Clock will keep running after first downs except during the final two minutes of each half. Division III, interestingly, did not make that change. Expected to shorten games by about 7 plays per game.
Consecutive timeouts are also banned, and a penalty on the last play of the first or third quarter will be enforced at the start of the next period.
I don’t know why you think it matters to them. TV makes the same amount of money whether they play those extra 7 plays or not. And this is just going back to the way things were for the first 100 years of college football.
They don’t care about the schedule. Haven’t since the Heidi Game in 1968, when TV learned you did not leave a game that was running long to go to other programming. ESPN particularly doesn’t care, because they’ll just start the next game on another channel or on streaming. And if next up is SportsCenter, SC can wait.
If you don’t remember the Heidi Game, NBC was showing a Jets-Raiders AFL game from Oakland in November 1968. The Raiders scored two touchdowns in the last minute to win. However, East Coast viewers didn’t see that because NBC cut away at 7 pm ET to show the movie Heidi. NBC switchboards blew up with complaints. Ever since then, they stay to the end.
I recall the Heidi game and if my memory is still there, ESPN was still the one channel from Connecticut with sports from around six PM for the rest of the day. The announcer is now retired but he was ESPN for many years.
Everything I’ve read is that the motivation is twofold: Yes, they want the games to be shorter, but it’s not because of TV. College games now average 3:30 and the trend is in the wrong direction. They want shorter games for the same reason baseball does; people tune them out, or don’t go because they’re getting home from a night game at 2 a.m. Second, they want to reduce the number of chances for players to get hurt. If the new rules shorten games by 7-10 plays, that’s 84-120 fewer “exposures”, as they call if, over the course of a season.

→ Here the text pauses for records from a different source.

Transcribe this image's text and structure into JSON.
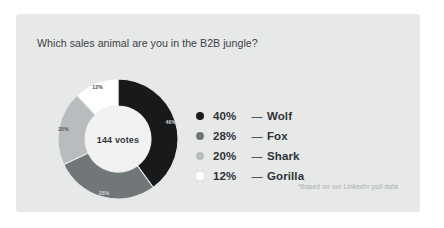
{
  "card": {
    "background_color": "#e7e8e8"
  },
  "poll": {
    "title": "Which sales animal are you in the B2B jungle?",
    "center_label": "144 votes",
    "footnote": "*Based on our LinkedIn poll data"
  },
  "chart_data": {
    "type": "pie",
    "variant": "donut",
    "title": "Which sales animal are you in the B2B jungle?",
    "center_text": "144 votes",
    "total_votes": 144,
    "unit": "%",
    "start_angle_deg": 0,
    "direction": "clockwise",
    "legend_position": "right",
    "grid": false,
    "categories": [
      "Wolf",
      "Fox",
      "Shark",
      "Gorilla"
    ],
    "values": [
      40,
      28,
      20,
      12
    ],
    "slice_labels": [
      "40%",
      "28%",
      "20%",
      "12%"
    ],
    "colors": [
      "#17191b",
      "#717679",
      "#b9bcbe",
      "#ffffff"
    ],
    "slice_label_colors": [
      "#d8d8d8",
      "#cfd1d2",
      "#55595c",
      "#4a4e51"
    ],
    "annotations": [
      "*Based on our LinkedIn poll data"
    ]
  },
  "legend": {
    "dash": "—",
    "items": [
      {
        "percent": "40%",
        "label": "Wolf",
        "color": "#17191b"
      },
      {
        "percent": "28%",
        "label": "Fox",
        "color": "#717679"
      },
      {
        "percent": "20%",
        "label": "Shark",
        "color": "#b9bcbe"
      },
      {
        "percent": "12%",
        "label": "Gorilla",
        "color": "#ffffff"
      }
    ]
  }
}
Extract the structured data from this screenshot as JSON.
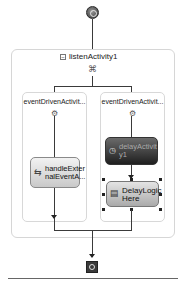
{
  "workflow": {
    "start_icon": "workflow-start-icon",
    "end_icon": "workflow-stop-icon",
    "listen": {
      "title": "listenActivity1",
      "collapse_glyph": "−",
      "icon": "listen-activity-icon",
      "icon_glyph": "⌘"
    },
    "branches": [
      {
        "title": "eventDrivenActivit...",
        "icon_glyph": "⚙",
        "activities": [
          {
            "label_line1": "handleExter",
            "label_line2": "nalEventA...",
            "icon_glyph": "⇆",
            "style": "light"
          }
        ]
      },
      {
        "title": "eventDrivenActivit...",
        "icon_glyph": "⚙",
        "activities": [
          {
            "label_line1": "delayActivit",
            "label_line2": "y1",
            "icon_glyph": "◷",
            "style": "dark"
          },
          {
            "label_line1": "DelayLogic",
            "label_line2": "Here",
            "icon_glyph": "▤",
            "style": "selected"
          }
        ]
      }
    ]
  }
}
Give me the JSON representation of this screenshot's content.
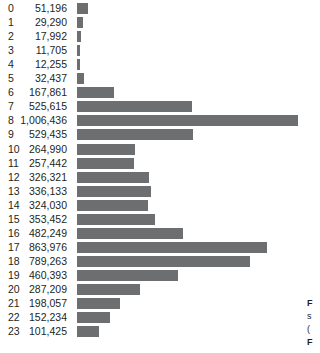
{
  "chart_data": {
    "type": "bar",
    "orientation": "horizontal",
    "title": "",
    "xlabel": "",
    "ylabel": "",
    "grid": false,
    "legend": null,
    "xlim": [
      0,
      1006436
    ],
    "categories": [
      "0",
      "1",
      "2",
      "3",
      "4",
      "5",
      "6",
      "7",
      "8",
      "9",
      "10",
      "11",
      "12",
      "13",
      "14",
      "15",
      "16",
      "17",
      "18",
      "19",
      "20",
      "21",
      "22",
      "23"
    ],
    "values": [
      51196,
      29290,
      17992,
      11705,
      12255,
      32437,
      167861,
      525615,
      1006436,
      529435,
      264990,
      257442,
      326321,
      336133,
      324030,
      353452,
      482249,
      863976,
      789263,
      460393,
      287209,
      198057,
      152234,
      101425
    ],
    "value_labels": [
      "51,196",
      "29,290",
      "17,992",
      "11,705",
      "12,255",
      "32,437",
      "167,861",
      "525,615",
      "1,006,436",
      "529,435",
      "264,990",
      "257,442",
      "326,321",
      "336,133",
      "324,030",
      "353,452",
      "482,249",
      "863,976",
      "789,263",
      "460,393",
      "287,209",
      "198,057",
      "152,234",
      "101,425"
    ],
    "bar_color": "#6d6e70",
    "background_color": "#ffffff",
    "text_color": "#231f20"
  },
  "caption": {
    "lines": [
      "F",
      "s",
      "(",
      "F"
    ]
  }
}
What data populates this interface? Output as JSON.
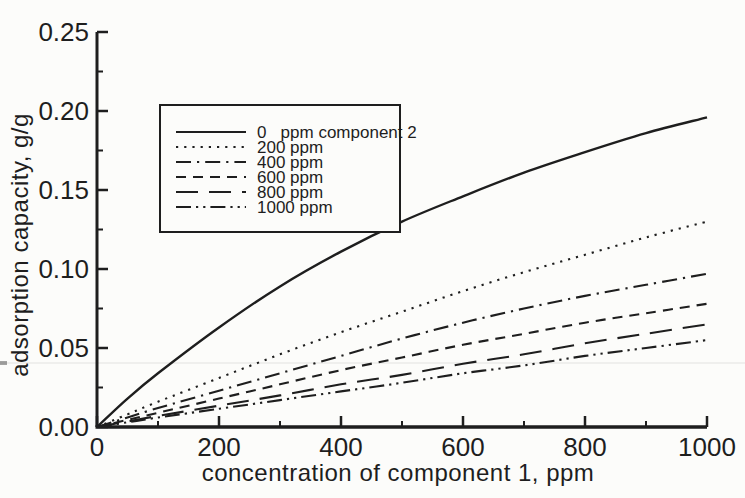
{
  "figure": {
    "background": "#fcfcfa",
    "ink": "#1e1e1e"
  },
  "chart_data": {
    "type": "line",
    "title": "",
    "xlabel": "concentration of component 1, ppm",
    "ylabel": "adsorption capacity, g/g",
    "xlim": [
      0,
      1000
    ],
    "ylim": [
      0,
      0.25
    ],
    "grid": false,
    "legend_position": "upper-left-inside",
    "x_major_ticks": [
      0,
      200,
      400,
      600,
      800,
      1000
    ],
    "x_tick_labels": [
      "0",
      "200",
      "400",
      "600",
      "800",
      "1000"
    ],
    "x_minor_ticks": [
      100,
      300,
      500,
      700,
      900
    ],
    "y_major_ticks": [
      0,
      0.05,
      0.1,
      0.15,
      0.2,
      0.25
    ],
    "y_tick_labels": [
      "0.00",
      "0.05",
      "0.10",
      "0.15",
      "0.20",
      "0.25"
    ],
    "y_minor_ticks": [
      0.025,
      0.075,
      0.125,
      0.175,
      0.225
    ],
    "x": [
      0,
      50,
      100,
      200,
      300,
      400,
      500,
      600,
      700,
      800,
      900,
      1000
    ],
    "series": [
      {
        "label": "0   ppm component 2",
        "linestyle": "solid",
        "dasharray": "",
        "values": [
          0,
          0.018,
          0.034,
          0.063,
          0.089,
          0.111,
          0.13,
          0.146,
          0.161,
          0.174,
          0.186,
          0.196
        ]
      },
      {
        "label": "200 ppm",
        "linestyle": "dotted",
        "dasharray": "2.2 6",
        "values": [
          0,
          0.008,
          0.016,
          0.031,
          0.046,
          0.06,
          0.073,
          0.086,
          0.098,
          0.109,
          0.12,
          0.13
        ]
      },
      {
        "label": "400 ppm",
        "linestyle": "dash-dot",
        "dasharray": "15 6 2.2 6",
        "values": [
          0,
          0.006,
          0.012,
          0.023,
          0.034,
          0.045,
          0.056,
          0.066,
          0.075,
          0.083,
          0.09,
          0.097
        ]
      },
      {
        "label": "600 ppm",
        "linestyle": "dashed",
        "dasharray": "10 7",
        "values": [
          0,
          0.0045,
          0.009,
          0.018,
          0.027,
          0.036,
          0.044,
          0.052,
          0.059,
          0.066,
          0.072,
          0.078
        ]
      },
      {
        "label": "800 ppm",
        "linestyle": "long-dash",
        "dasharray": "22 11",
        "values": [
          0,
          0.0035,
          0.007,
          0.0135,
          0.02,
          0.027,
          0.033,
          0.04,
          0.046,
          0.053,
          0.059,
          0.065
        ]
      },
      {
        "label": "1000 ppm",
        "linestyle": "dash-dot-dot",
        "dasharray": "15 5 2.2 5 2.2 5",
        "values": [
          0,
          0.003,
          0.006,
          0.0115,
          0.017,
          0.0225,
          0.028,
          0.034,
          0.039,
          0.045,
          0.05,
          0.055
        ]
      }
    ]
  }
}
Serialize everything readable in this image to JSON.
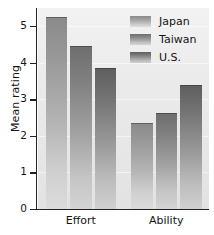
{
  "chart_data": {
    "type": "bar",
    "title": "",
    "xlabel": "",
    "ylabel": "Mean rating",
    "categories": [
      "Effort",
      "Ability"
    ],
    "series": [
      {
        "name": "Japan",
        "values": [
          5.25,
          2.35
        ],
        "color": "#9b9b9b"
      },
      {
        "name": "Taiwan",
        "values": [
          4.45,
          2.62
        ],
        "color": "#868686"
      },
      {
        "name": "U.S.",
        "values": [
          3.85,
          3.4
        ],
        "color": "#767676"
      }
    ],
    "ylim": [
      0,
      5.5
    ],
    "yticks": [
      "0",
      "1",
      "2",
      "3",
      "4",
      "5"
    ],
    "ytick_values": [
      0,
      1,
      2,
      3,
      4,
      5
    ],
    "grid": true,
    "legend_position": "top-right"
  },
  "axes": {
    "y_label": "Mean rating",
    "y_ticks": [
      "0",
      "1",
      "2",
      "3",
      "4",
      "5"
    ],
    "x_ticks": [
      "Effort",
      "Ability"
    ]
  },
  "legend": {
    "entries": [
      {
        "label": "Japan"
      },
      {
        "label": "Taiwan"
      },
      {
        "label": "U.S."
      }
    ]
  }
}
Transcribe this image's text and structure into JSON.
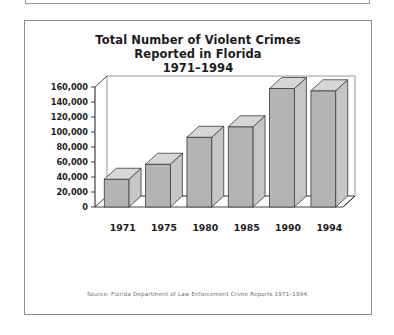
{
  "figure": {
    "source_note": "Source: Florida Department of Law Enforcement Crime Reports 1971–1994.",
    "title_lines": [
      "Total Number of Violent Crimes",
      "Reported in Florida",
      "1971–1994"
    ]
  },
  "colors": {
    "bar_front": "#b4b4b4",
    "bar_top": "#d6d6d6",
    "bar_side": "#c6c6c6",
    "bar_outline": "#3a3a3a",
    "axis": "#2e2e2e",
    "frame": "#8d8d8d",
    "floor": "#ffffff",
    "text": "#1b1b1b",
    "source_text": "#6e6e6e"
  },
  "chart_data": {
    "type": "bar",
    "title": "Total Number of Violent Crimes Reported in Florida 1971–1994",
    "xlabel": "",
    "ylabel": "",
    "categories": [
      "1971",
      "1975",
      "1980",
      "1985",
      "1990",
      "1994"
    ],
    "values": [
      37000,
      57000,
      93000,
      107000,
      158000,
      155000
    ],
    "ylim": [
      0,
      160000
    ],
    "ytick_values": [
      0,
      20000,
      40000,
      60000,
      80000,
      100000,
      120000,
      140000,
      160000
    ],
    "ytick_labels": [
      "0",
      "20,000",
      "40,000",
      "60,000",
      "80,000",
      "100,000",
      "120,000",
      "140,000",
      "160,000"
    ],
    "grid": false,
    "legend": null,
    "style": "3d-column",
    "annotations": [
      "Source: Florida Department of Law Enforcement Crime Reports 1971–1994."
    ]
  }
}
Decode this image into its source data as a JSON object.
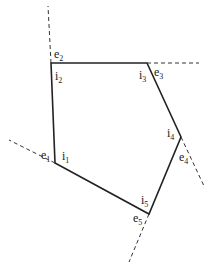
{
  "diagram": {
    "type": "pentagon-with-edge-extensions",
    "vertices": [
      {
        "id": "v1",
        "x": 55,
        "y": 163,
        "exterior_label": {
          "base": "e",
          "sub": "1"
        },
        "interior_label": {
          "base": "i",
          "sub": "1"
        }
      },
      {
        "id": "v2",
        "x": 51,
        "y": 63,
        "exterior_label": {
          "base": "e",
          "sub": "2"
        },
        "interior_label": {
          "base": "i",
          "sub": "2"
        }
      },
      {
        "id": "v3",
        "x": 147,
        "y": 63,
        "exterior_label": {
          "base": "e",
          "sub": "3"
        },
        "interior_label": {
          "base": "i",
          "sub": "3"
        }
      },
      {
        "id": "v4",
        "x": 181,
        "y": 137,
        "exterior_label": {
          "base": "e",
          "sub": "4"
        },
        "interior_label": {
          "base": "i",
          "sub": "4"
        }
      },
      {
        "id": "v5",
        "x": 149,
        "y": 214,
        "exterior_label": {
          "base": "e",
          "sub": "5"
        },
        "interior_label": {
          "base": "i",
          "sub": "5"
        }
      }
    ],
    "extensions": [
      {
        "from": "v1",
        "to_x": 9,
        "to_y": 140
      },
      {
        "from": "v2",
        "to_x": 48,
        "to_y": 6
      },
      {
        "from": "v3",
        "to_x": 199,
        "to_y": 63
      },
      {
        "from": "v4",
        "to_x": 204,
        "to_y": 186
      },
      {
        "from": "v5",
        "to_x": 129,
        "to_y": 262
      }
    ],
    "labels": {
      "e1": {
        "base": "e",
        "sub": "1"
      },
      "i1": {
        "base": "i",
        "sub": "1"
      },
      "e2": {
        "base": "e",
        "sub": "2"
      },
      "i2": {
        "base": "i",
        "sub": "2"
      },
      "e3": {
        "base": "e",
        "sub": "3"
      },
      "i3": {
        "base": "i",
        "sub": "3"
      },
      "e4": {
        "base": "e",
        "sub": "4"
      },
      "i4": {
        "base": "i",
        "sub": "4"
      },
      "e5": {
        "base": "e",
        "sub": "5"
      },
      "i5": {
        "base": "i",
        "sub": "5"
      }
    }
  }
}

I know the #1 reason is money that is giving the networks what they want, but the statistics show that college football has 40 more plays a game than the NFL. I am just waiting to see the crackdown on hits on QBs in the pocket.
Hope they don’t use the extra minutes shaved from the actual game play time to insert more TV timeouts or extend the TV timeouts currently fixed throughout the games to generate more revenue. That wouldn’t surprise me in the least, everything goes back to money.
Ys, the reason the games are too long are the commercials. Everybody knows that. Why don’t we just eliminate the game and have 3 hours of commercials. This is so stupid.
Now if they could just do something about the final minute of a basketball game. That, to me, was a much bigger problem than the length of a football game. Though I do applaud these changes.
One way to shorten the game is to put time limits on play reviews. I’d say if a call can’t be determined in 30 seconds or so, it stands as called on the field.
I don’t like the concept of having special rules for specific times of a game. The NBA does a lot of this. The clock should either keep running after 1st downs the whole game, or stop the whole game. Why should a team down by 4 with 2:00 minutes left be rewarded just for the luck of having the ball? Why should a team in a tie game with the ball have that advantage? If it’s about safety then why exclude the last two minutes? Blahhh.
Bingo. That is exactly what is going to happen. The exact same thing happened when they changed the rule on out of bounds plays. First, they changed the rule to keep the clock running if the offensive player was not moving forward when they went OB, then they went to re-starting the clock either way (until the last 2 or 5 min). In both instances the game got shorter so they added more commercials.